Peer advocates from the Brandeis Rape Crisis Center were present at the Brave Miss World screening in a private room nearby. Their presence was announced prior to the screening to offer support to people who might feel triggered. Marketing and Outreach Coordinator Victoria Jonas ’15 works with the center to provide direct support to members of the Brandeis community who are impacted by sexual violence.
“It was a wonderful opportunity to have Linor Abargil, who is so influential in sexual violence awareness and activism, come to Brandeis to share her story,” Jonas wrote in an email to the Justice. “It’s vital for communities like Brandeis to start having conversations about the ubiquity of sexual violence and shed the silence surrounding this sensitive topic; Abargil’s visit contributed to this important goal.”
A crowd flocked to hug and speak to Abargil after the screening. “I cried like the whole time ... you can ask my wife. I cried every three minutes,” Rabbi David Pardo told the Justice.
Brave Miss World and Abargil’s talk moved Brandeis community members in deep and personal ways. “We [fraternities] provide the space... where this stuff happens more often than in other spaces” Eli Harrison ’18, a new member of Alpha Epsilon Pi’s Brandeis chapter, said. “I see that as a responsibility and something that I take very, very seriously.”
Pardo realized that he too has “a bigger role to play” in rape awareness. “Being a rabbi on campus means a lot of things to a lot of people, and a lot of purposes, and a lot of roles to play ... I hadn’t thought about rape awareness as being one of them, and now I do.”
Others took away new understandings of sexual violence. “I had never thought of rape as such a dangerous thing. The way Linor brought light to that really was very important,” said Polina Dolgopolskaia ’17.
Even while traveling, sharing her own story and raising a family, Abargil has been able to grapple her way out of the past and move into the future. She is now a lawyer, hoping to help victims of rape. She is a wife and a mother of three. She has also decided to practice Orthodox Judaism for spiritual guidance.
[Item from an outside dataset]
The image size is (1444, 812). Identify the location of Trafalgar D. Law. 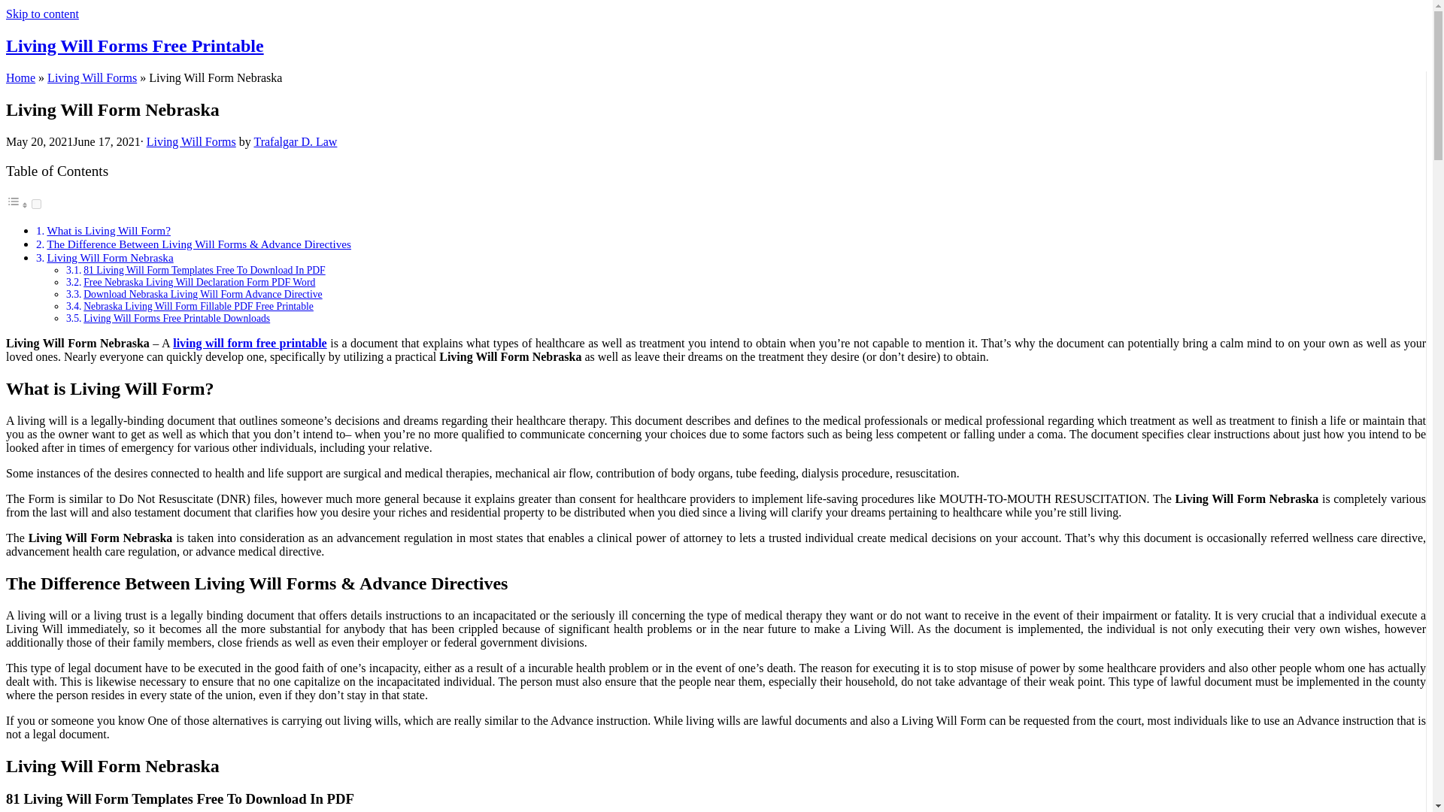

Linor has also started a social media movement—#IAmBrave— encouraing victims of rape to publicly share their stories.
Whether through film, speaking engagements or Facebook, her message remains clear: speak out. She believes that everything changes for society and the individual when you start talking about it.
After the question-and-answer session, Abargil facetimed Stein’s friend, who essentially inspired the event, in the lobby of Wasserman theater with an anxious crowd awaiting before her and told her that she is a hero to her for speaking out.
—Mariya Greeley contributed reporting.
Please note All comments are eligible for publication in The Justice.